I've generally made my peace with this new reality - any place that does grocery has generally removed the throttling and strain gauge checks.

But the growing trend of receipt checks is bothersome. I've spent considerably longer going through self-checkout than an employee checkout. All under the watchful eye of the employees minding clusters of self-checkout lanes and arrays of camera per checkstand no doubt capable of surprisingly capable machine vision. The transaction completed and ownership was exchanged; the funds are the merchants, the goods are mine. And then someone wants to stop me to ensure nothing is in arrears? This isn't a membership place like Costco or Sam's where the receipt check is part of the overarching membership agreement. I am simply not always feeling sufficiently charitable to indulge corporate paranoia.

I'm well aware of shopkeeper's privilege and the Texas statute on the matter is refreshingly brief. It's a tough argument to make that refusal to cooperate with a post-transaction receipt check constitutes reasonable suspicion of theft. And retailers walk a very fine line attempting to detain someone - even for the investigatory purposes within the statute - that doesn't wish to cooperate. Sure they can file a criminal complaint, threaten or initiate a civil suit, place your likeness on a wall of shame, issue a trespass notice, trash your name on social media ... all of which will likely prove futile and/or troublesome.

And yes I'm well aware of the escalating shoplifting problem. Making the self-checkout experience less sh_tty (i.e. addressing the pain points I enumerated above) would go a long ways towards reducing shrinkage (from self-checkout; suspect that slipping merch under articles of clothing or walking a shopping cart out the exit is the bulk if it).

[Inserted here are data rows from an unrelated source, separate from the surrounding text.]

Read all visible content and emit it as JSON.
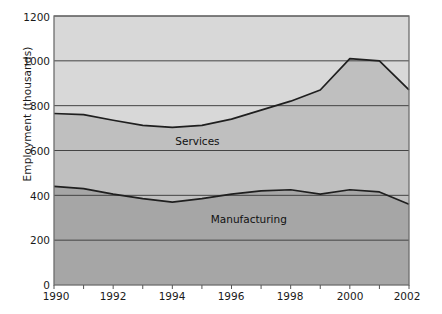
{
  "chart_data": {
    "type": "area",
    "title": "",
    "xlabel": "",
    "ylabel": "Employment  (thousands)",
    "xlim": [
      1990,
      2002
    ],
    "ylim": [
      0,
      1200
    ],
    "yticks": [
      0,
      200,
      400,
      600,
      800,
      1000,
      1200
    ],
    "xticks": [
      1990,
      1991,
      1992,
      1993,
      1994,
      1995,
      1996,
      1997,
      1998,
      1999,
      2000,
      2001,
      2002
    ],
    "xtick_labels_shown": [
      "1990",
      "1992",
      "1994",
      "1996",
      "1998",
      "2000",
      "2002"
    ],
    "grid": true,
    "legend": "inline-annotations",
    "stacked": true,
    "x": [
      1990,
      1991,
      1992,
      1993,
      1994,
      1995,
      1996,
      1997,
      1998,
      1999,
      2000,
      2001,
      2002
    ],
    "series": [
      {
        "name": "Manufacturing",
        "label_x": 1995.3,
        "label_y": 290,
        "fill_color": "#a3a3a3",
        "values": [
          440,
          430,
          405,
          385,
          370,
          385,
          405,
          420,
          425,
          405,
          425,
          415,
          360
        ]
      },
      {
        "name": "Services",
        "label_x": 1994.1,
        "label_y": 640,
        "fill_color": "#bcbcbc",
        "cumulative_top_values": [
          765,
          760,
          735,
          712,
          703,
          712,
          740,
          780,
          820,
          870,
          1010,
          1000,
          870
        ]
      }
    ],
    "background_color": "#d6d6d6",
    "line_color": "#222222",
    "gridline_color": "#444444",
    "axis_color": "#555555"
  },
  "axis": {
    "ylabel": "Employment  (thousands)",
    "ytick_labels": [
      "1200",
      "1000",
      "800",
      "600",
      "400",
      "200",
      "0"
    ],
    "xtick_labels": [
      "1990",
      "1992",
      "1994",
      "1996",
      "1998",
      "2000",
      "2002"
    ]
  },
  "annotations": {
    "services": "Services",
    "manufacturing": "Manufacturing"
  }
}
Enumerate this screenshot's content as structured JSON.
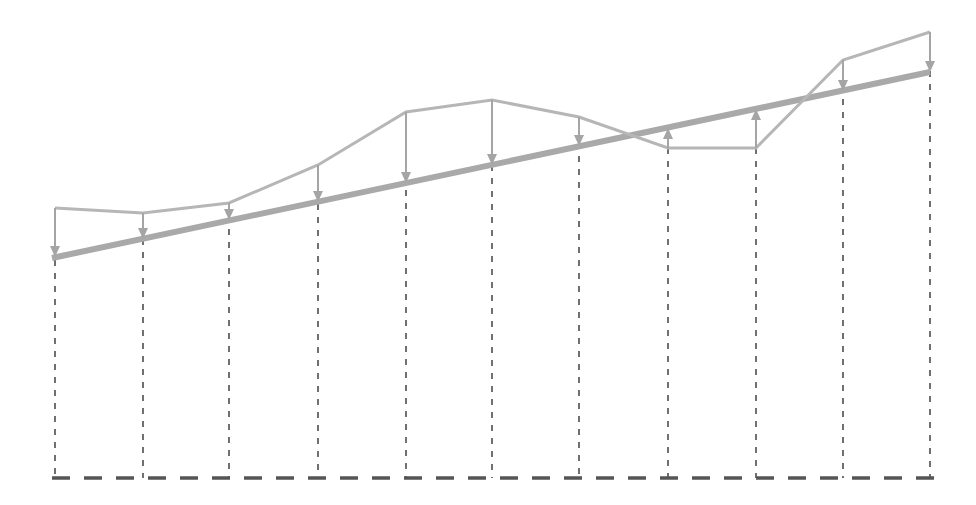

Longer-term, eliminating the self-checkout altogether would broadly improve the customer experience altogether. The IBM vision I linked above is probably impractical - individual RFID tags on every item in the store is likely impractical at best. The Amazon Go process is likely too expensive and ultimately too rigid ... for now. I gather many a European grocer has perfected the process with a handheld scanner that you scan merch with as you shop; when done walk to the front of the store, pay, and then a cursory receipt check (I'd much prefer this approach over the preferred intrusive phone app approach that American retailers are leaning on).
I refuse to show a receipt especially when many times the clerk, guard, whatever they are called by the door saw me checkout. If it's not in the policy to shop there I won't show it. Usually they go Sir...Sir...Hello Sir and then they give up as I keep walking. They can call the police and waste everyones time as I have a receipt. They do this because we let them. Not me...off my soap box.